In the end Washington handled the matter shrewdly and temporized instead of rushing to judgment. In an unexpected development, Lady Asgill pleaded her son’s case so eloquently at the court of Versailles that the king had his foreign minister request mercy for Captain Asgill. That November Congress obliged France by passing a resolution that granted clemency to the young British captain. It was a neat solution to a ticklish dilemma: Captain Asgill would be released at the behest of Louis XVI and Marie-Antoinette. Undoubtedly with enormous relief, Washington issued a pass that would take Captain Asgill to New York, thus ending the affair. He had dealt with it the way he would with many controversies during his presidency: by letting them simmer instead of bringing them to a premature boil.

The French partnership, however useful most of the time, was awkward at others, requiring Washington to pay homage to the French monarchy even as Americans fought against King George III. In the spring of 1782, when Louis XVI had a male heir, Washington was duty-bound to celebrate “the auspicious birth of a dauphin” and hope divine providence would “shed its choicest blessings upon the King of France and his royal consorts and favor them with a long, happy, and glorious reign.”14 Having fought for independence, Americans still had no idea what sort of government would emerge in the aftermath of a successful war. Thus far the new nation had no real executive branch, just a few departments; no independent judiciary; and only an ineffectual Congress. For most Americans, the idea of royalty was still anathema. On the other hand, at least a few Americans feared chaos and touted monarchy as a possible way to fill the dangerous vacuum of executive power.
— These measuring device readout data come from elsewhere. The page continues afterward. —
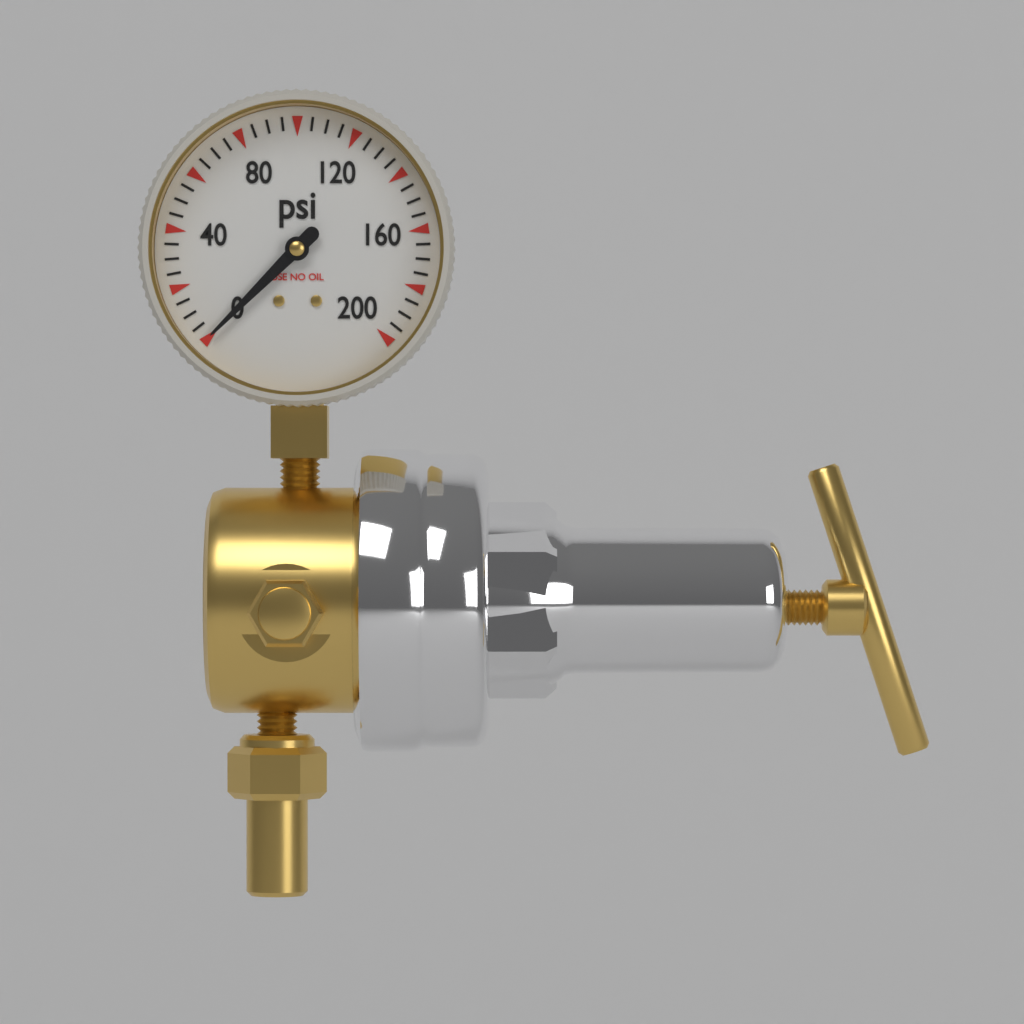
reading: 0 psi
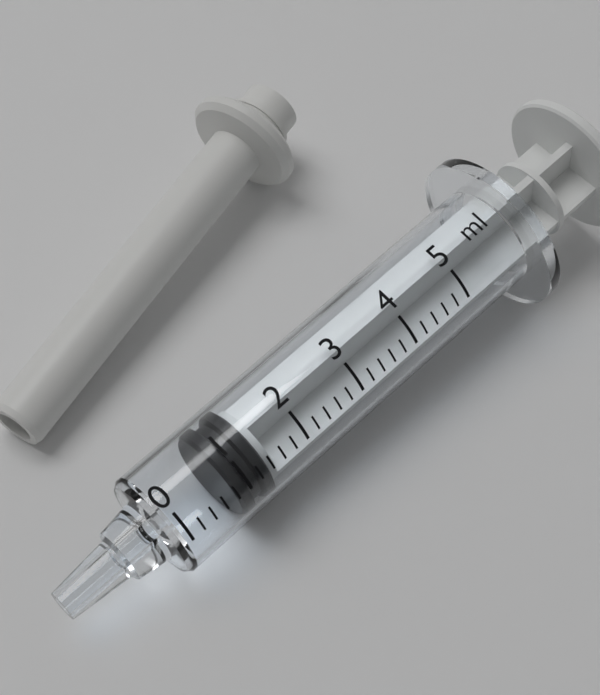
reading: 0.8 ml
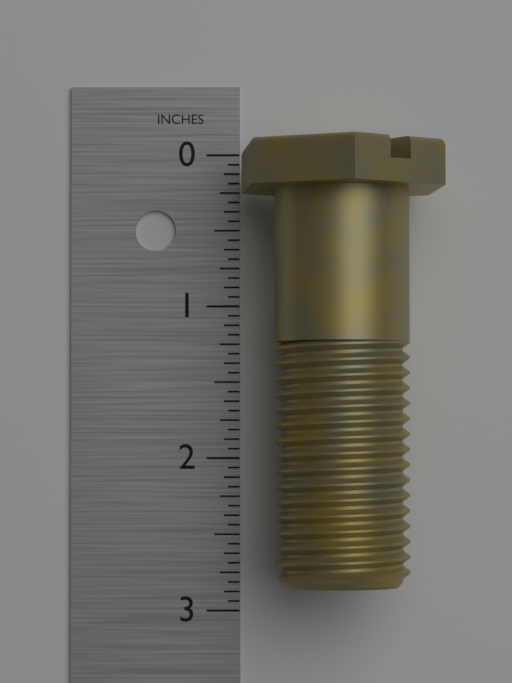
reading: 2.8125 in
On May 22, 1782, Colonel Lewis Nicola of the Continental Army had the effrontery to suggest to Washington that he reign as America’s first monarch. He sent him a seven-page diatribe, citing “the weakness of republics” and the Continental Army’s privations at the hands of a feckless Congress, then conjured up a benevolent monarchy with Washington seated splendidly on the throne. “Some people have so connected the ideas of tyranny and monarchy as to find it very difficult to separate them . . . but if all other things are once adjusted, I believe strong arguments might be produced for admitting the title of king.”15

While he had roundly berated congressional ineptitude, Washington had never entertained the idea of a monarchy and was left to wonder whether Nicola was the instrument of a covert army faction that favored a king. His reply, sent the same day, fairly breathed with horror. What makes the letter so impressive is its finality—this serpent must be killed in the egg: “Be assured, sir, no occurrence in the course of the war has given me more painful sensations than your information of there being such ideas existing in the army as you have expressed and [that] I must view with abhorrence and reprehend with severity.”16 He didn’t dare tell a soul about Nicola’s letter, he said, lest it contaminate men’s minds: “I am much at a loss to conceive what part of my conduct could have given encouragement to an address which to me seems big with the greatest mischiefs that can befall my country. If I am not deceived in the knowledge of myself, you could not have found a person to whom your schemes are more disagreeable . . . Let me conjure you then, if you have any regard for your country, concern for yourself or posterity, or respect for me, to banish these thoughts from your mind.”17 Washington set such store by this momentous letter that, for the only time in the war, he demanded proof from his aides that his response was sealed and posted. Stunned, Nicola stammered out three replies in as many days, offering apologies for broaching the taboo subject.